8) "93cc7c6803fb14a87b6cc59d6fffdc96901153e5"
9) "flags"
10) "master"
11) "link-pending-commands"
12) "0"
13) "link-refcount"
14) "1"
15) "last-ping-sent"
16) "0"
17) "last-ok-ping-reply"
18) "359"
19) "last-ping-reply"
20) "359"
21) "down-after-milliseconds"
22) "5000"
23) "info-refresh"
24) "8563"
25) "role-reported"
26) "master"
27) "role-reported-time"
28) "4800628"
29) "config-epoch"
30) "0"
31) "num-slaves"
32) "2"
33) "num-other-sentinels"
34) "2"
35) "quorum"
36) "2"
37) "failover-timeout"
38) "5000"
39) "parallel-syncs"
40) "1"
It can be seen that the master rd-demo-0.rd-demo-pods.demo.svc
has two slaves as we deployed Redis with three replicas, and it has two other sentinel instances
monitoring it as we have deployed RedisSentinel instance with three replicas as well.
Data Availability
Now, you can connect to this database through redis-cli. In this tutorial, we will insert data, and we will see whether we can get the data from any other node (any master or replica) or not.
Read the comment written for the following commands. They contain the instructions and explanations of the commands.
# connect to any node
$ kubectl exec -it rd-demo-0 -n demo -c redis -- bash
/data #
# now ensure that you are connected to the 1st pod
/data # redis-cli -c -h 10.244.0.140
10.244.0.140:6379>
# set 'world' as value for the key 'hello'
10.244.0.140:6379> set hello world
OK
10.244.0.140:6379> exit
# switch the connection to the replica of the current master and get the data
/data # redis-cli -c -h 10.244.0.72
10.244.0.145:6379> get hello
"world"
# trying to write data in a replica
10.244.0.145:6379> set apps code
(error) READONLY You can't write against a read only replica.
10.244.0.145:6379> exit
Automatic Failover
To test automatic failover, we will force the master node to sleep for a period. Since the master node (pod
) becomes unavailable,
sentinel will initiate a failover, so that a replica is promoted to master. When the old master comes back, it will join the cluster
as the new replica of the new master.
Read the comment written for the following commands. They contain the instructions and explanations of the commands.

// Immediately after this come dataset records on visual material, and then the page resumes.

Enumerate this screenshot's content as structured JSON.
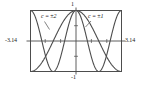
{
  "figure": {
    "name": "cosine-family-plot",
    "background_color": "#ffffff",
    "line_color": "#4d4d4d",
    "frame_color": "#4d4d4d",
    "axis_color": "#4d4d4d"
  },
  "labels": {
    "top": "1",
    "bottom": "-1",
    "left": "-3.14",
    "right": "3.14",
    "curve_c2": "c = ±2",
    "curve_c1": "c = ±1"
  },
  "chart_data": {
    "type": "line",
    "title": "",
    "subtitle": "",
    "xlabel": "",
    "ylabel": "",
    "xlim": [
      -3.14,
      3.14
    ],
    "ylim": [
      -1,
      1
    ],
    "xticks": [
      -3.14,
      3.14
    ],
    "xticklabels": [
      "-3.14",
      "3.14"
    ],
    "yticks": [
      -1,
      1
    ],
    "yticklabels": [
      "-1",
      "1"
    ],
    "grid": false,
    "legend": "inline-annotations",
    "annotations": [
      {
        "text": "c = ±2",
        "series": "cos(2x)",
        "x": -1.75,
        "y": 0.86,
        "leader_to": {
          "x": -1.2,
          "y": 0.35
        }
      },
      {
        "text": "c = ±1",
        "series": "cos(x)",
        "x": 0.85,
        "y": 0.86,
        "leader_to": {
          "x": 0.45,
          "y": 0.42
        }
      }
    ],
    "series": [
      {
        "name": "cos(x)",
        "label": "c = ±1",
        "color": "#4d4d4d",
        "x": [
          -3.14,
          -2.95,
          -2.75,
          -2.55,
          -2.36,
          -2.16,
          -1.96,
          -1.77,
          -1.57,
          -1.37,
          -1.18,
          -0.98,
          -0.79,
          -0.59,
          -0.39,
          -0.2,
          0,
          0.2,
          0.39,
          0.59,
          0.79,
          0.98,
          1.18,
          1.37,
          1.57,
          1.77,
          1.96,
          2.16,
          2.36,
          2.55,
          2.75,
          2.95,
          3.14
        ],
        "y": [
          -1,
          -0.98,
          -0.92,
          -0.83,
          -0.71,
          -0.56,
          -0.38,
          -0.2,
          0,
          0.2,
          0.38,
          0.56,
          0.71,
          0.83,
          0.92,
          0.98,
          1,
          0.98,
          0.92,
          0.83,
          0.71,
          0.56,
          0.38,
          0.2,
          0,
          -0.2,
          -0.38,
          -0.56,
          -0.71,
          -0.83,
          -0.92,
          -0.98,
          -1
        ]
      },
      {
        "name": "cos(2x)",
        "label": "c = ±2",
        "color": "#4d4d4d",
        "x": [
          -3.14,
          -2.95,
          -2.75,
          -2.55,
          -2.36,
          -2.16,
          -1.96,
          -1.77,
          -1.57,
          -1.37,
          -1.18,
          -0.98,
          -0.79,
          -0.59,
          -0.39,
          -0.2,
          0,
          0.2,
          0.39,
          0.59,
          0.79,
          0.98,
          1.18,
          1.37,
          1.57,
          1.77,
          1.96,
          2.16,
          2.36,
          2.55,
          2.75,
          2.95,
          3.14
        ],
        "y": [
          1,
          0.92,
          0.71,
          0.38,
          0,
          -0.38,
          -0.71,
          -0.92,
          -1,
          -0.92,
          -0.71,
          -0.38,
          0,
          0.38,
          0.71,
          0.92,
          1,
          0.92,
          0.71,
          0.38,
          0,
          -0.38,
          -0.71,
          -0.92,
          -1,
          -0.92,
          -0.71,
          -0.38,
          0,
          0.38,
          0.71,
          0.92,
          1
        ]
      }
    ]
  }
}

# connect to any node and get the master nodes info
$ kubectl exec -it rd-demo-0 -n demo -c redis -- bash
# Check role of the first pod which has IP 10.244.0.70
/data # redis-cli -h 10.244.0.70 info replication | grep role
role:master
# let's sleep the master node 10.244.0.70 with the `DEBUG SLEEP` command
/data # redis-cli -h 10.244.0.70 debug sleep 120
OK
$ kubectl exec -it rd-demo-0 -n demo -c redis -- bash
# Check role of the first pod which has IP 10.244.0.70
/data # redis-cli -h 10.244.0.70 info replication | grep role
role:slave
# Check role of the second pod which has IP 10.244.0.72
/data # redis-cli -h 10.244.0.72 info replication | grep role
role:master
/data # exit
Notice that 110.244.0.72 is the new master and 10.244.0.70 has become the replica of 10.244.0.72.
Cleaning up
First set termination policy to WipeOut
all the things created by KubeDB operator for this Redis instance is deleted. Then delete the redis instance
to clean what you created in this tutorial.
$ kubectl patch -n demo rd/rd-demo -p '{"spec":{"terminationPolicy":"WipeOut"}}' --type="merge"

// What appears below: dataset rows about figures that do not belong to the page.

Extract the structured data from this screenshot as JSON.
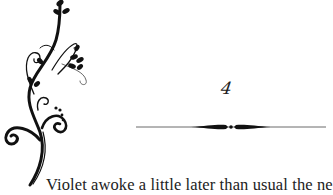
{
  "page": {
    "chapter_number": "4",
    "first_line": "Violet awoke a little later than usual the ne"
  },
  "decorations": {
    "flourish": "floral-vine-ornament",
    "divider": "ornamental-rule-divider"
  },
  "colors": {
    "ink": "#1a1a1a",
    "background": "#ffffff"
  }
}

redis.kubedb.com/rd-demo patched
$ kubectl delete rd rd-demo -n demo
redis.kubedb.com "rd-demo" deleted
Now delete the RedisSentinel instance similarly.

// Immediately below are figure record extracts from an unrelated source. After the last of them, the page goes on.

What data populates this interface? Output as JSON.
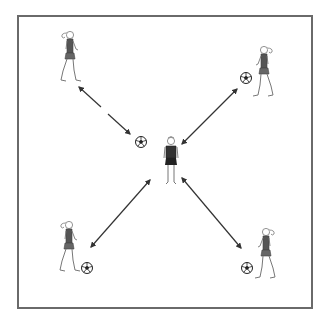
{
  "diagram": {
    "type": "soccer passing drill",
    "field": {
      "shape": "square",
      "border_color": "#6a6a6a"
    },
    "players": [
      {
        "id": "top-left",
        "role": "outside player",
        "x": 68,
        "y": 55,
        "facing": "right"
      },
      {
        "id": "top-right",
        "role": "outside player",
        "x": 266,
        "y": 70,
        "facing": "left",
        "has_ball": true
      },
      {
        "id": "bottom-left",
        "role": "outside player",
        "x": 67,
        "y": 245,
        "facing": "right",
        "has_ball": true
      },
      {
        "id": "bottom-right",
        "role": "outside player",
        "x": 268,
        "y": 252,
        "facing": "left",
        "has_ball": true
      },
      {
        "id": "center",
        "role": "central player",
        "x": 171,
        "y": 162,
        "facing": "front"
      }
    ],
    "balls": [
      {
        "id": "ball-center-left",
        "x": 141,
        "y": 142
      },
      {
        "id": "ball-top-right",
        "x": 246,
        "y": 78
      },
      {
        "id": "ball-bottom-left",
        "x": 87,
        "y": 268
      },
      {
        "id": "ball-bottom-right",
        "x": 247,
        "y": 268
      }
    ],
    "arrows": [
      {
        "id": "arrow-top-left",
        "x1": 79,
        "y1": 87,
        "x2": 130,
        "y2": 134,
        "style": "double-headed, broken"
      },
      {
        "id": "arrow-top-right",
        "x1": 237,
        "y1": 89,
        "x2": 182,
        "y2": 144,
        "style": "double-headed"
      },
      {
        "id": "arrow-bottom-left",
        "x1": 91,
        "y1": 247,
        "x2": 150,
        "y2": 180,
        "style": "double-headed"
      },
      {
        "id": "arrow-bottom-right",
        "x1": 182,
        "y1": 178,
        "x2": 241,
        "y2": 248,
        "style": "double-headed"
      }
    ],
    "colors": {
      "line": "#333333",
      "player_fill": "#555555",
      "outline": "#777777"
    }
  }
}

$ kubectl patch -n demo redissentinel/sen-demo -p '{"spec":{"terminationPolicy":"WipeOut"}}' --type="merge"
redissentinel.kubedb.com/sen-demo patched
$ kubectl delete redissentinel sen-demo -n demo
redis.kubedb.com "sen-demo" deleted
Next Steps
- Replace Sentinel of your database with a new Sentinel
- Monitor your Redis database with KubeDB using out-of-the-box Prometheus operator.
- Monitor your Redis database with KubeDB using out-of-the-box builtin-Prometheus.
- Use private Docker registry to deploy Redis with KubeDB.
- Detail concepts of Redis object.
- Detail concepts of RedisVersion object.